» ACTIVITY: Output every record again so that it matches the original word for word.

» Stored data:
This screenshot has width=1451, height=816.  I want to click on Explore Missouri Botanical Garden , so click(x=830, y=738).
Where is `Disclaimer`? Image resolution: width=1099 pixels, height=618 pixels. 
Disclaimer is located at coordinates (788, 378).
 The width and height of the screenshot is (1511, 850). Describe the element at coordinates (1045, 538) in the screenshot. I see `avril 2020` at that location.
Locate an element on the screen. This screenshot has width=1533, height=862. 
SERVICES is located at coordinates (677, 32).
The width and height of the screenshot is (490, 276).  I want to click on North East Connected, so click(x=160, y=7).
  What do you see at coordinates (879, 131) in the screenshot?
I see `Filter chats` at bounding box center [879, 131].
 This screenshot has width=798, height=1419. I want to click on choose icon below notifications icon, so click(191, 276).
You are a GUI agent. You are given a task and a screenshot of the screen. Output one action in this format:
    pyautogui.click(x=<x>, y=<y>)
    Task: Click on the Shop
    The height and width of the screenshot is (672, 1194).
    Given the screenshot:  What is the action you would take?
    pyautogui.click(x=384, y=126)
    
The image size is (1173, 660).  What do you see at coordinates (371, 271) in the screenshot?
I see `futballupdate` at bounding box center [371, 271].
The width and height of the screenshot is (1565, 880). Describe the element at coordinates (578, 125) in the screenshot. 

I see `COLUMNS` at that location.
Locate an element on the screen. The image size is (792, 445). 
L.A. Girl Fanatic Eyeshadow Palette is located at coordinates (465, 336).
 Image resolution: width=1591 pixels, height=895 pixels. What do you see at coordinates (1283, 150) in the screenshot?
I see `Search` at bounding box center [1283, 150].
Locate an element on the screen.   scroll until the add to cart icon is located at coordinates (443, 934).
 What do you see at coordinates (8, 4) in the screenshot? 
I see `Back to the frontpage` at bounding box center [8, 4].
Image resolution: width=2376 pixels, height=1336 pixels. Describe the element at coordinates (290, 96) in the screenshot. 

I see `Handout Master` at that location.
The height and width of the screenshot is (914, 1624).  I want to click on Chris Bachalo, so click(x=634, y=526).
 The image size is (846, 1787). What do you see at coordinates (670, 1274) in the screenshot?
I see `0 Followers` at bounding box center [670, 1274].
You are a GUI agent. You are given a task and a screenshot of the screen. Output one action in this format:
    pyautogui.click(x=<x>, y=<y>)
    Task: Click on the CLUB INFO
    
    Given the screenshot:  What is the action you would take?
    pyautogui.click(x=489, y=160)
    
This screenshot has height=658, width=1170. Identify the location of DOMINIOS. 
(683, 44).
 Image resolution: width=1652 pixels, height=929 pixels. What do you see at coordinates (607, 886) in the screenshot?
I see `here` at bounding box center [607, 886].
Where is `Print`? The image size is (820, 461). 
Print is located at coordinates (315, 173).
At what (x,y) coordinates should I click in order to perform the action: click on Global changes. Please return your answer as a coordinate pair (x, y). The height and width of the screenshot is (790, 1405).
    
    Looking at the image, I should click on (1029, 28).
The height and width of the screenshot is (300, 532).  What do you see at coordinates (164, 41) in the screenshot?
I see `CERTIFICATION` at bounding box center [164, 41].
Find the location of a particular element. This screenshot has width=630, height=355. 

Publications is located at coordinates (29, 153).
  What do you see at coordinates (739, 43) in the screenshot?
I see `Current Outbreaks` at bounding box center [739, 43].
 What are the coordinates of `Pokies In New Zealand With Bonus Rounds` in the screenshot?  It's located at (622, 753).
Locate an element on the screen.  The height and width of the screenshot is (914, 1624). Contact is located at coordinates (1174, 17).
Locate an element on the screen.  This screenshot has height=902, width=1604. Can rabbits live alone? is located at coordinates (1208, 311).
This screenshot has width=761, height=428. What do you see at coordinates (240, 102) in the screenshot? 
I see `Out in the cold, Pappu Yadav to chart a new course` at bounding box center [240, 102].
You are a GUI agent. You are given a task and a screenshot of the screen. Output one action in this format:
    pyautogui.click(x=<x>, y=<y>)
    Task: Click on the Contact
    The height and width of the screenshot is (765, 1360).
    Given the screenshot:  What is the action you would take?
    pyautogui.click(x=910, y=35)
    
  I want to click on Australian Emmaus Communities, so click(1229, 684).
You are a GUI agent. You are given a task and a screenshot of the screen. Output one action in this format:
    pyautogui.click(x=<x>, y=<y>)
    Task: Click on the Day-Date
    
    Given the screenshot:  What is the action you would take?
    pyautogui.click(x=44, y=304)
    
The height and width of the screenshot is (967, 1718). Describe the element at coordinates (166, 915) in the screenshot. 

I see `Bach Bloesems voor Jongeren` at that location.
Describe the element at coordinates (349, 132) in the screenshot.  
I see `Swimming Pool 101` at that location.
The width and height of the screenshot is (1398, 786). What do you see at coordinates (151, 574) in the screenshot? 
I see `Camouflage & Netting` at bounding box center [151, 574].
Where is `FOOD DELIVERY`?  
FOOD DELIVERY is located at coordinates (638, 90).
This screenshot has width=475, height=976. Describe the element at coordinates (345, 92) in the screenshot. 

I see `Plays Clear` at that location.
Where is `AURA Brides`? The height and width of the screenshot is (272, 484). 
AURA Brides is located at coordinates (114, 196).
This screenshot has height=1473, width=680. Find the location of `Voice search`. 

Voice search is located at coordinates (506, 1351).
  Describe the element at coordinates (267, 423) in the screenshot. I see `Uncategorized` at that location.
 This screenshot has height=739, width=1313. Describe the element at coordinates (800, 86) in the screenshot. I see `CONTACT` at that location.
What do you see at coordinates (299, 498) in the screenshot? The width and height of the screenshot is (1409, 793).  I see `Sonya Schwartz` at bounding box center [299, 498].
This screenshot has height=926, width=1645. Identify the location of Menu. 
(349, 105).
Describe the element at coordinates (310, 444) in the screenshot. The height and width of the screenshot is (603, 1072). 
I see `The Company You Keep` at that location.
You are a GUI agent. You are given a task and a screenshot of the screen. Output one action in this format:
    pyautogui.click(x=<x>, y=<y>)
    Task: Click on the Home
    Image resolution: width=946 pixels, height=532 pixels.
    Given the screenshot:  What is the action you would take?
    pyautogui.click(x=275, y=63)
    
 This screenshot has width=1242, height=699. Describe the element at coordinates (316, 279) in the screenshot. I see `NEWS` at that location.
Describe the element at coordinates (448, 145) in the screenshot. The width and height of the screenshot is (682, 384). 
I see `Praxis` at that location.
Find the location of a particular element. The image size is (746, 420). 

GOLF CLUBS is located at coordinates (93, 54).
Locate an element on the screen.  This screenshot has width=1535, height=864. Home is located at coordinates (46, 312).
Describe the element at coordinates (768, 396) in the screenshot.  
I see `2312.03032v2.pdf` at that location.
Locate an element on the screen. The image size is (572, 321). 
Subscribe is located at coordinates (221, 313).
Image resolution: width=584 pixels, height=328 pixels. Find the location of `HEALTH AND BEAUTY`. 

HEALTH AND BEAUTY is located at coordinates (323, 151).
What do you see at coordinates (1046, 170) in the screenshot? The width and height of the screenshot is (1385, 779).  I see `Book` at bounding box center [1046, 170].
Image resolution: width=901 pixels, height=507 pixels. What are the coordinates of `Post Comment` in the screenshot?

» RESULT OF THE TASK:
This screenshot has width=1451, height=816.  I want to click on Explore Missouri Botanical Garden , so click(x=830, y=738).
Where is `Disclaimer`? Image resolution: width=1099 pixels, height=618 pixels. 
Disclaimer is located at coordinates (788, 378).
 The width and height of the screenshot is (1511, 850). Describe the element at coordinates (1045, 538) in the screenshot. I see `avril 2020` at that location.
Locate an element on the screen. This screenshot has width=1533, height=862. 
SERVICES is located at coordinates (677, 32).
The width and height of the screenshot is (490, 276).  I want to click on North East Connected, so click(x=160, y=7).
  What do you see at coordinates (879, 131) in the screenshot?
I see `Filter chats` at bounding box center [879, 131].
 This screenshot has width=798, height=1419. I want to click on choose icon below notifications icon, so click(191, 276).
You are a GUI agent. You are given a task and a screenshot of the screen. Output one action in this format:
    pyautogui.click(x=<x>, y=<y>)
    Task: Click on the Shop
    The height and width of the screenshot is (672, 1194).
    Given the screenshot:  What is the action you would take?
    pyautogui.click(x=384, y=126)
    
The image size is (1173, 660).  What do you see at coordinates (371, 271) in the screenshot?
I see `futballupdate` at bounding box center [371, 271].
The width and height of the screenshot is (1565, 880). Describe the element at coordinates (578, 125) in the screenshot. 

I see `COLUMNS` at that location.
Locate an element on the screen. The image size is (792, 445). 
L.A. Girl Fanatic Eyeshadow Palette is located at coordinates (465, 336).
 Image resolution: width=1591 pixels, height=895 pixels. What do you see at coordinates (1283, 150) in the screenshot?
I see `Search` at bounding box center [1283, 150].
Locate an element on the screen.   scroll until the add to cart icon is located at coordinates (443, 934).
 What do you see at coordinates (8, 4) in the screenshot? 
I see `Back to the frontpage` at bounding box center [8, 4].
Image resolution: width=2376 pixels, height=1336 pixels. Describe the element at coordinates (290, 96) in the screenshot. 

I see `Handout Master` at that location.
The height and width of the screenshot is (914, 1624).  I want to click on Chris Bachalo, so click(x=634, y=526).
 The image size is (846, 1787). What do you see at coordinates (670, 1274) in the screenshot?
I see `0 Followers` at bounding box center [670, 1274].
You are a GUI agent. You are given a task and a screenshot of the screen. Output one action in this format:
    pyautogui.click(x=<x>, y=<y>)
    Task: Click on the CLUB INFO
    
    Given the screenshot:  What is the action you would take?
    pyautogui.click(x=489, y=160)
    
This screenshot has height=658, width=1170. Identify the location of DOMINIOS. 
(683, 44).
 Image resolution: width=1652 pixels, height=929 pixels. What do you see at coordinates (607, 886) in the screenshot?
I see `here` at bounding box center [607, 886].
Where is `Print`? The image size is (820, 461). 
Print is located at coordinates (315, 173).
At what (x,y) coordinates should I click in order to perform the action: click on Global changes. Please return your answer as a coordinate pair (x, y). The height and width of the screenshot is (790, 1405).
    
    Looking at the image, I should click on (1029, 28).
The height and width of the screenshot is (300, 532).  What do you see at coordinates (164, 41) in the screenshot?
I see `CERTIFICATION` at bounding box center [164, 41].
Find the location of a particular element. This screenshot has width=630, height=355. 

Publications is located at coordinates (29, 153).
  What do you see at coordinates (739, 43) in the screenshot?
I see `Current Outbreaks` at bounding box center [739, 43].
 What are the coordinates of `Pokies In New Zealand With Bonus Rounds` in the screenshot?  It's located at (622, 753).
Locate an element on the screen.  The height and width of the screenshot is (914, 1624). Contact is located at coordinates (1174, 17).
Locate an element on the screen.  This screenshot has height=902, width=1604. Can rabbits live alone? is located at coordinates (1208, 311).
This screenshot has width=761, height=428. What do you see at coordinates (240, 102) in the screenshot? 
I see `Out in the cold, Pappu Yadav to chart a new course` at bounding box center [240, 102].
You are a GUI agent. You are given a task and a screenshot of the screen. Output one action in this format:
    pyautogui.click(x=<x>, y=<y>)
    Task: Click on the Contact
    The height and width of the screenshot is (765, 1360).
    Given the screenshot:  What is the action you would take?
    pyautogui.click(x=910, y=35)
    
  I want to click on Australian Emmaus Communities, so click(1229, 684).
You are a GUI agent. You are given a task and a screenshot of the screen. Output one action in this format:
    pyautogui.click(x=<x>, y=<y>)
    Task: Click on the Day-Date
    
    Given the screenshot:  What is the action you would take?
    pyautogui.click(x=44, y=304)
    
The height and width of the screenshot is (967, 1718). Describe the element at coordinates (166, 915) in the screenshot. 

I see `Bach Bloesems voor Jongeren` at that location.
Describe the element at coordinates (349, 132) in the screenshot.  
I see `Swimming Pool 101` at that location.
The width and height of the screenshot is (1398, 786). What do you see at coordinates (151, 574) in the screenshot? 
I see `Camouflage & Netting` at bounding box center [151, 574].
Where is `FOOD DELIVERY`?  
FOOD DELIVERY is located at coordinates (638, 90).
This screenshot has width=475, height=976. Describe the element at coordinates (345, 92) in the screenshot. 

I see `Plays Clear` at that location.
Where is `AURA Brides`? The height and width of the screenshot is (272, 484). 
AURA Brides is located at coordinates (114, 196).
This screenshot has height=1473, width=680. Find the location of `Voice search`. 

Voice search is located at coordinates (506, 1351).
  Describe the element at coordinates (267, 423) in the screenshot. I see `Uncategorized` at that location.
 This screenshot has height=739, width=1313. Describe the element at coordinates (800, 86) in the screenshot. I see `CONTACT` at that location.
What do you see at coordinates (299, 498) in the screenshot? The width and height of the screenshot is (1409, 793).  I see `Sonya Schwartz` at bounding box center [299, 498].
This screenshot has height=926, width=1645. Identify the location of Menu. 
(349, 105).
Describe the element at coordinates (310, 444) in the screenshot. The height and width of the screenshot is (603, 1072). 
I see `The Company You Keep` at that location.
You are a GUI agent. You are given a task and a screenshot of the screen. Output one action in this format:
    pyautogui.click(x=<x>, y=<y>)
    Task: Click on the Home
    Image resolution: width=946 pixels, height=532 pixels.
    Given the screenshot:  What is the action you would take?
    pyautogui.click(x=275, y=63)
    
 This screenshot has width=1242, height=699. Describe the element at coordinates (316, 279) in the screenshot. I see `NEWS` at that location.
Describe the element at coordinates (448, 145) in the screenshot. The width and height of the screenshot is (682, 384). 
I see `Praxis` at that location.
Find the location of a particular element. The image size is (746, 420). 

GOLF CLUBS is located at coordinates (93, 54).
Locate an element on the screen.  This screenshot has width=1535, height=864. Home is located at coordinates (46, 312).
Describe the element at coordinates (768, 396) in the screenshot.  
I see `2312.03032v2.pdf` at that location.
Locate an element on the screen. The image size is (572, 321). 
Subscribe is located at coordinates (221, 313).
Image resolution: width=584 pixels, height=328 pixels. Find the location of `HEALTH AND BEAUTY`. 

HEALTH AND BEAUTY is located at coordinates (323, 151).
What do you see at coordinates (1046, 170) in the screenshot? The width and height of the screenshot is (1385, 779).  I see `Book` at bounding box center [1046, 170].
Image resolution: width=901 pixels, height=507 pixels. What are the coordinates of `Post Comment` in the screenshot?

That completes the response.